Father Ron Smith said...

From my own point of view; I regard the testimony of many good and faithful practising Christians whom I actually know and count among my close friends, both clerical and Lay in the Church; as well as the reading I have done and seminars I have attended on the issue; as being of paramount importance to my growing understanding of the moral equivalence between their faith and their own personal experience of same-sex attraction (homosexuality)

You, I know, are agnostic about the possibility of homosexuality as a 'given'. However, the evidence from homosexuals themselves is that same-sex attraction, for them, has always been - from ever since they can remember - an abiding reality; from childhood, right through adolescence, into adulthood. For many such persons, there has never been an opposite-gender, sexual attraction!

This situation is not experienced only by 'feminine' types of males, nor only by 'butch' females - it can be experienced across the spectrum of perceived sexual types.

Homosexuality has always been a feature of religious life - whether Christian or any other. However, because of the perceived anathema applied to it's mere existence, it has been covered up - sometimes under the cover of 'celibacy' or sometimes by outright denial.

In latter years, science has offered some suggestion of a biological causation - which has yet to be fully identified, but which, at least, gives hope to Christian Gays who have long wondered about the biological authenticity of their condition.

However, the sad thing is that the some of the safely heterosexual machos in the Church, fearing some possibility of possible leaching contamination from this condition, have resolutely rejected the as-yet experimental scientific evidence of a 'gay gene' or any biological explanation for 'gayness' - calling on Scripture for Deuteronomical strictures against the possibility.

One question that that needs to be asked, when considering the nature or nurture origins of homosexuality is: Why, with all the endemic discrimination offered by society against gays, would they actually choose this orientation? It is only since the relaxation of attitudes, following on scientific studies that suggest gays are a normal part of human society, that homosexuals have felt able to be honest about their sexual orientation - except perhaps within those Churches that still cling to their discriminatory attitudes towards gays.

There have always been gay clergy in the Church. I know it, and most people know it. Unfortunately, the attitude of the hierarchy has been of the 'Don't ask, don't tell me' school. With discerning bishops, this appears not have been a great problem. however, for the people concerned it necessitates a certain duplicity, which is sub-Christian.

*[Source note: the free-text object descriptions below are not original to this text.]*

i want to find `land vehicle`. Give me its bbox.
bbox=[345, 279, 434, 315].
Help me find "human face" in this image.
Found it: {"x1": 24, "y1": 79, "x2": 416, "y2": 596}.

Sexual promiscuity, unfortunately, in the circumstances of the taboo that has existed in most societies until relatively recently, has been the only way in which gays can exercise their God-given sexual instincts. For heterosexuals, however, there has always been the protection of marriage, within which state the partners may express their God-given sexuality.

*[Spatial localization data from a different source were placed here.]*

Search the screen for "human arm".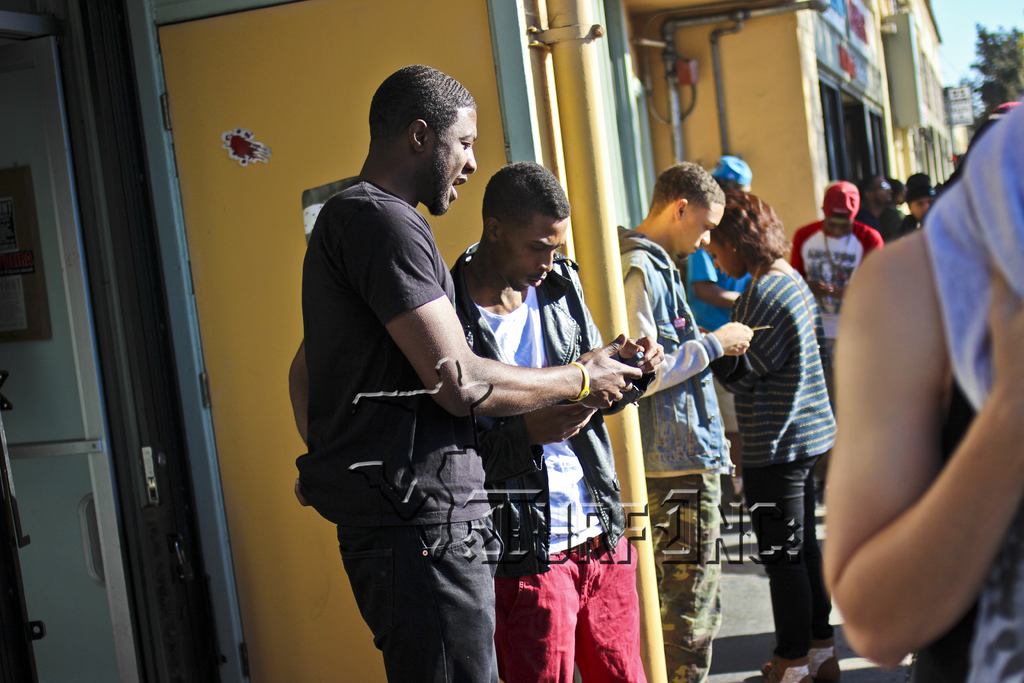
Found at box(624, 248, 753, 397).
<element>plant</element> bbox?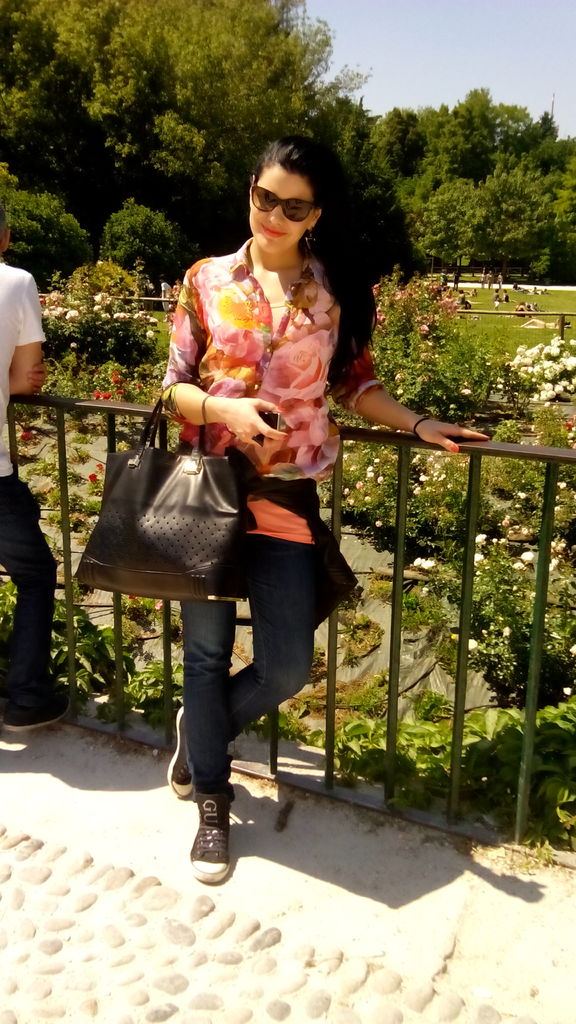
(x1=490, y1=305, x2=575, y2=397)
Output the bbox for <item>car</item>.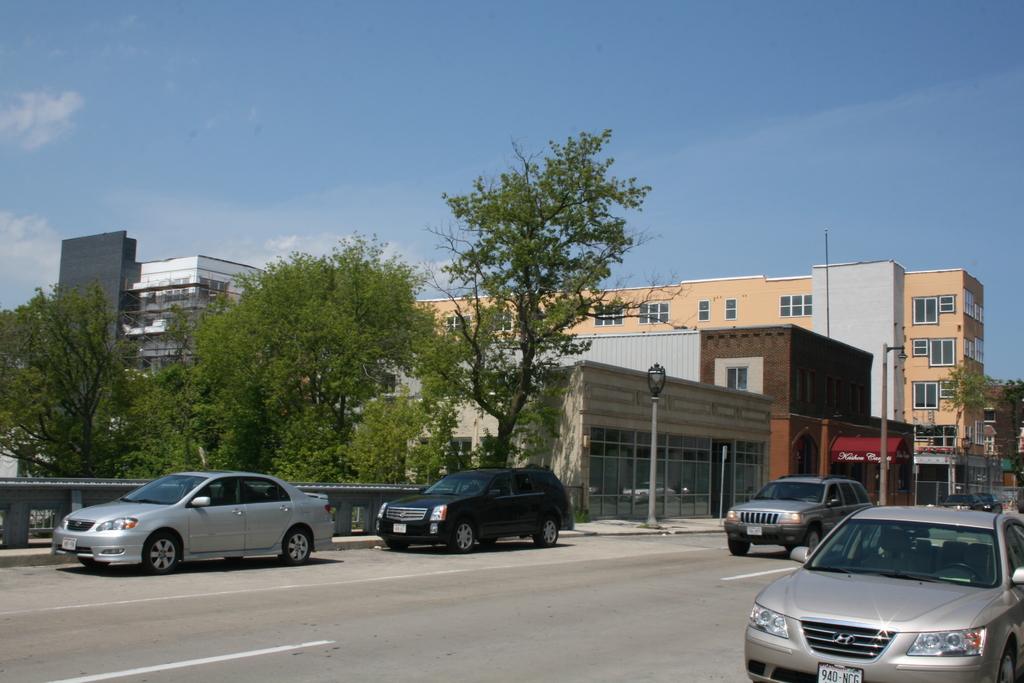
<box>47,465,347,579</box>.
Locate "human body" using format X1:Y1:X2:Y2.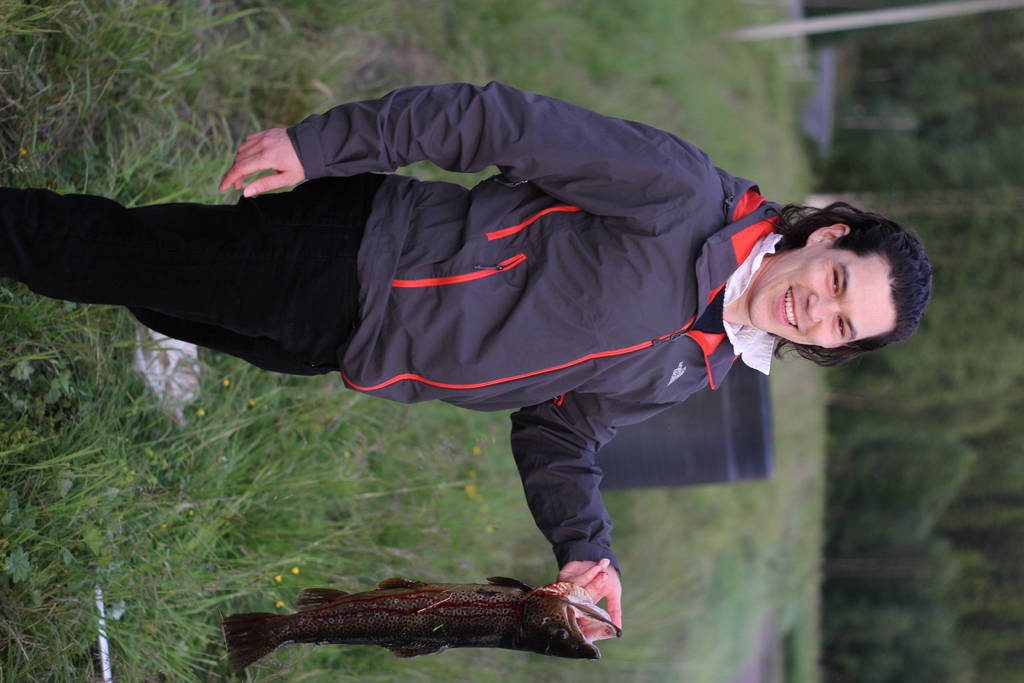
34:61:911:650.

In a time when responsible gays want to express their relationships in the context of a monogamous, faithful partnership, the Church is often still unwilling to assist this movement towards 'Blessing' such relationships in the Church.

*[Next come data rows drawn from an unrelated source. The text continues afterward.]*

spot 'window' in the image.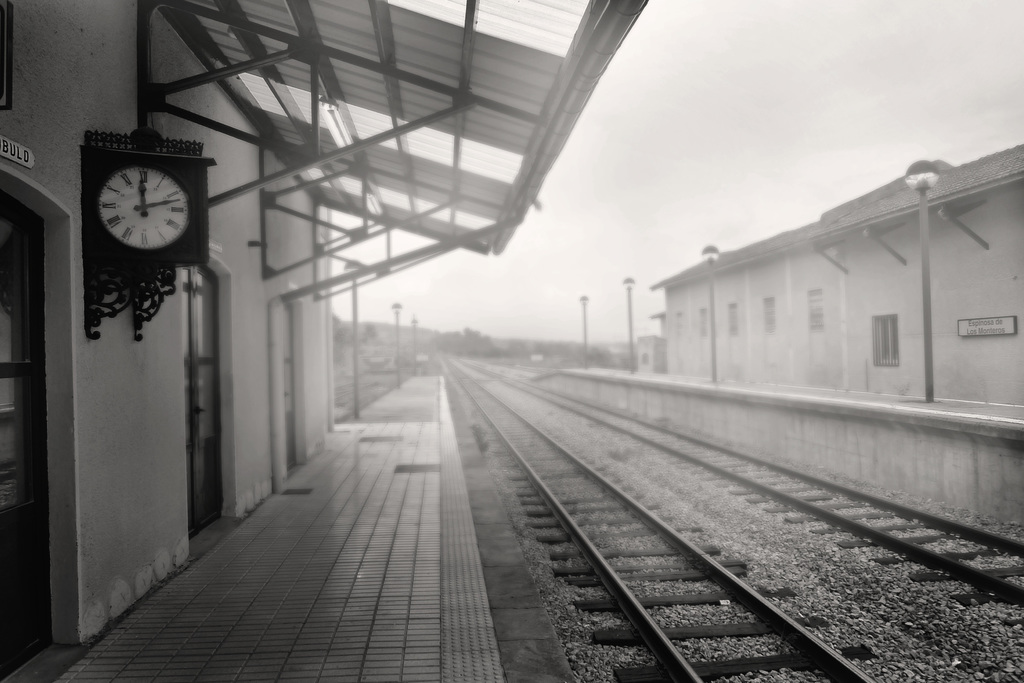
'window' found at (left=676, top=314, right=682, bottom=333).
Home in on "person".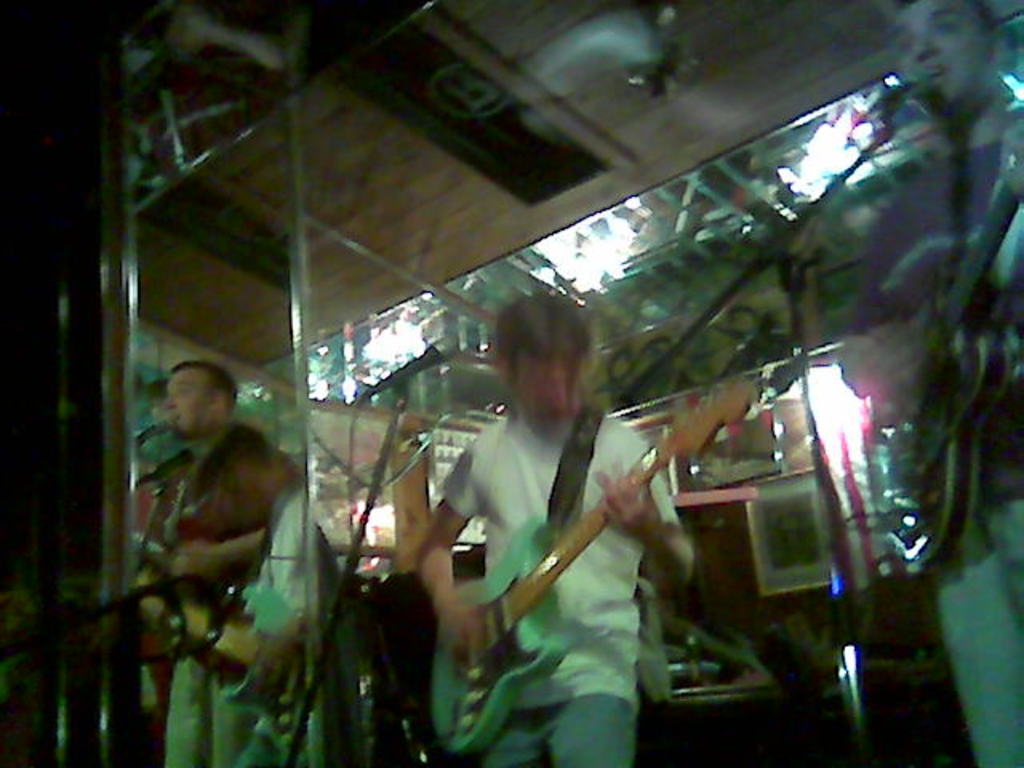
Homed in at (x1=214, y1=450, x2=352, y2=766).
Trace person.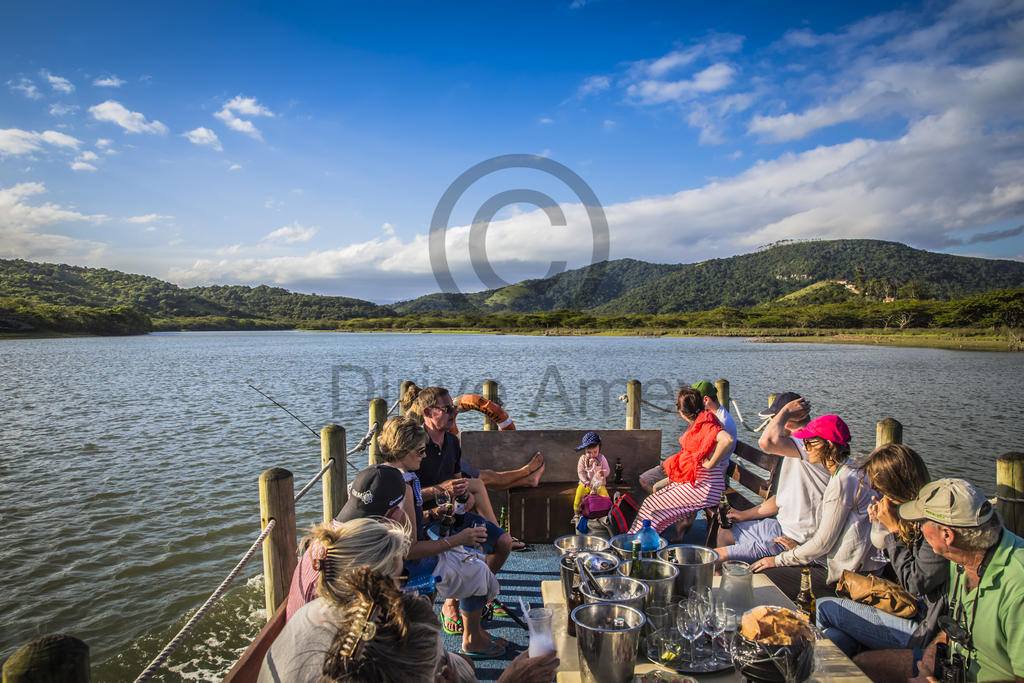
Traced to <bbox>574, 436, 629, 516</bbox>.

This is an issue which has divided the Church into those who accept the reality of same-sex monogamous
Blessings, and those who think them to be blasphemous. This has become the issue which has spawned the 'Covenant' mentality - which, does not however, offer a harsh enough penalty for same-sex Blessings for the taste of the anti-gay sectors of the Church. The paradox here being that the Covenant is a quite conservative instrument, which happens to be not conservative enough for those who deny the human legitimate rights of the LGBT community in the Church.